CSSS Banquet to Simulate Global Food Inequality

Volunteers+packaged+10%2C000+meals+for+Stop+Hunger+Now+at+a+Nov.+14+event+sponsored+by+CSSS.

Photo Courtesy of Nick Bailey '16, CSSS Facebook Page

Volunteers packaged 10,000 meals for Stop Hunger Now at a Nov. 14 event sponsored by CSSS.

To culminate a month-long initiative to raise awareness of global hunger, the Center for Service, Spirituality and Social Justice (CSSS) will host the Hunger Banquet, a simulation of global eating patterns, on Friday, Nov. 20 at 6 p.m. in Stern Great Room.

The Hunger Banquet will be set up as a simulation of how the world realistically eats. According to Michelle Zhang ’18, a student community service leader working on the project, the attendees will be divided into three groups upon arrival. The groups will accurately represent proportions of the world’s population that make up the upper class, middle class and lower class. Each group will be fed differently, to depict the way that each class eats.

The event will also feature presentations from invited speakers about world hunger issues. The speakers will also include one or more people who have struggled with hunger first-hand, a professor working with global education and the founder of Project SHARE, a local organization that provides food to families in need.

Rebecca Feldman ’15, community service coordinator with CSSS, was involved in organizing the banquet. Feldman explained that this banquet is part of CSSS’s initiative to put together larger service projects for the whole community in addition to the smaller service events that occur regularly. According to Feldman, the center’s goal for this semester is to “address social justice” with the issue of world hunger, and to avoid “thoughtless service” by instead creating meaningful experiences for the community.

Carol Fadalla ’18, a community service projects leader, described why Dickinson students should attend the Hunger Banquet.

“It is not everyday that you think about hunger,” Fadalla explained.  “The banquet will give a first-hand experience about reality, and the unequal distribution of food.”

We Introduce Nations at Dickinson (WIND) is co-sponsoring this event as part of their International Education Week.

In addition to the Hunger Banquet, this November CSSS has already hosted a meal-packaging event to help feed those struggling with hunger. They are also hoping to get students, especially first-years, involved in volunteering at Project SHARE’s Distribution Day on Nov. 19.

Tickets for the Hunger Banquet are $5 and can be purchased online, at Landis House or in the HUB basement. All funds raised through ticket sales will benefit international non-profit Stop Hunger Now, an organization that coordinates food distribution to impoverished and crisis-stricken areas across the world.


# Prompt
From the entries provided below, copy each line that contains the word "Total".

# Excerpts from a figure dataset

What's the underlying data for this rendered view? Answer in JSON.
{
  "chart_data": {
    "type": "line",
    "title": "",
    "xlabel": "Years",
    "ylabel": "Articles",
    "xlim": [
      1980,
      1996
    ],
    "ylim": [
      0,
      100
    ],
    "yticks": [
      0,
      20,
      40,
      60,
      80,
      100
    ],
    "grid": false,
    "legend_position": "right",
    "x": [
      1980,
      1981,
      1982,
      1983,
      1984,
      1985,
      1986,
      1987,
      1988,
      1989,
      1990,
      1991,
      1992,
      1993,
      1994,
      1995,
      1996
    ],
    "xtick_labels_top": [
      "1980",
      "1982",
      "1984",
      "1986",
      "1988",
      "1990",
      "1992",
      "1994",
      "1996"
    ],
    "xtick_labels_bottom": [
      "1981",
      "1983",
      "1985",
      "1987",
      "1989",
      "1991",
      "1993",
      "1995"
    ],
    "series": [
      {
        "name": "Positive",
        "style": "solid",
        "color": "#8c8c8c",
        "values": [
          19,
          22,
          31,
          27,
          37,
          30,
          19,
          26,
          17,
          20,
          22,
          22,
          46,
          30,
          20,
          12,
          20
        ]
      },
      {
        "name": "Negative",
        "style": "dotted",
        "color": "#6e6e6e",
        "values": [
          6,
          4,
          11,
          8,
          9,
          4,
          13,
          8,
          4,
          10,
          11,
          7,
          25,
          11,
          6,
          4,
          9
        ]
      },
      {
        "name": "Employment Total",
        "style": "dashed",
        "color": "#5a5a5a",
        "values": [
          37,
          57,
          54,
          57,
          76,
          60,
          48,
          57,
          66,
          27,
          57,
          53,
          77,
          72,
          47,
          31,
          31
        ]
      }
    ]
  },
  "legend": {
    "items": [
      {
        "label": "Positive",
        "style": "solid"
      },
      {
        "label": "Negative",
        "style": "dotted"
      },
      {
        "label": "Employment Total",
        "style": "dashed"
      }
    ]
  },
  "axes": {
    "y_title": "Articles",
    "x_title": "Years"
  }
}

...

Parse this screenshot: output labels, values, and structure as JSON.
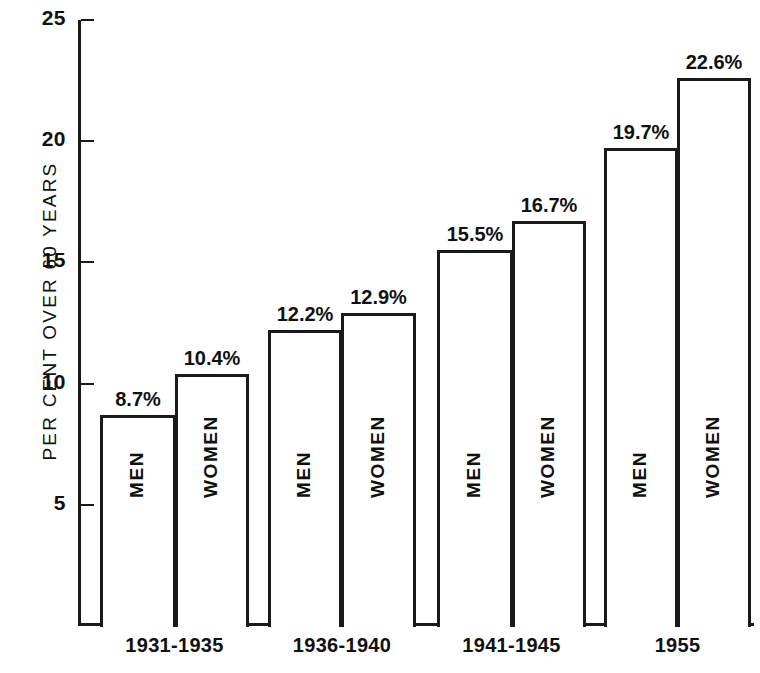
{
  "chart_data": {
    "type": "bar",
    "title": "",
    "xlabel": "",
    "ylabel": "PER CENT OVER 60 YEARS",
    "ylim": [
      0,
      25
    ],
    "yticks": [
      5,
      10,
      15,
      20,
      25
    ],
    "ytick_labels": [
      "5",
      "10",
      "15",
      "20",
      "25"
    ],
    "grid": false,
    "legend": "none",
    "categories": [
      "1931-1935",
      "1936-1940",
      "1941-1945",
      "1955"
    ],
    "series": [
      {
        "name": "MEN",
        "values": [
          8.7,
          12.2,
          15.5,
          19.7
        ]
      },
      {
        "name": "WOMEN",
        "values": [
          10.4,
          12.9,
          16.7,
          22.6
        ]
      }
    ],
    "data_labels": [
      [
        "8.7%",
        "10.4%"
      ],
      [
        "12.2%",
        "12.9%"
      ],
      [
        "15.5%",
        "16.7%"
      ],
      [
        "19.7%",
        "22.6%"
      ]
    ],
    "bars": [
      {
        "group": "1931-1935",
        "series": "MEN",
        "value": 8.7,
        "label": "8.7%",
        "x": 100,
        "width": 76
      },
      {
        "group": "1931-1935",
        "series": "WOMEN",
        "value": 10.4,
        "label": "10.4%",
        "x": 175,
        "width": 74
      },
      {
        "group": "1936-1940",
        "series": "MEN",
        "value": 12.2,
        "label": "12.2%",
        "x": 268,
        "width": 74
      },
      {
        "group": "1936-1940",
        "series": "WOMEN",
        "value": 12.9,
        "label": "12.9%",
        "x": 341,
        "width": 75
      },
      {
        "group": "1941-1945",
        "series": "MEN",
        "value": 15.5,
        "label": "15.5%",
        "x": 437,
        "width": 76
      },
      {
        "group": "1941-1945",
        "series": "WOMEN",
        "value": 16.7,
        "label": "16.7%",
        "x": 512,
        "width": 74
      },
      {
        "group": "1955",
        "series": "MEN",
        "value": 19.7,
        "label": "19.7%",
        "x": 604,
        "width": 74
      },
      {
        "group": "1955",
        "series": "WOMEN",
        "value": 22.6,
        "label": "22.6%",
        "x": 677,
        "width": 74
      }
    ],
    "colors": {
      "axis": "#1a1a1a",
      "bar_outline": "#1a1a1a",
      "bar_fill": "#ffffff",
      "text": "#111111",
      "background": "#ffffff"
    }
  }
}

# Result
        "name": "Employment Total",
        "label": "Employment Total",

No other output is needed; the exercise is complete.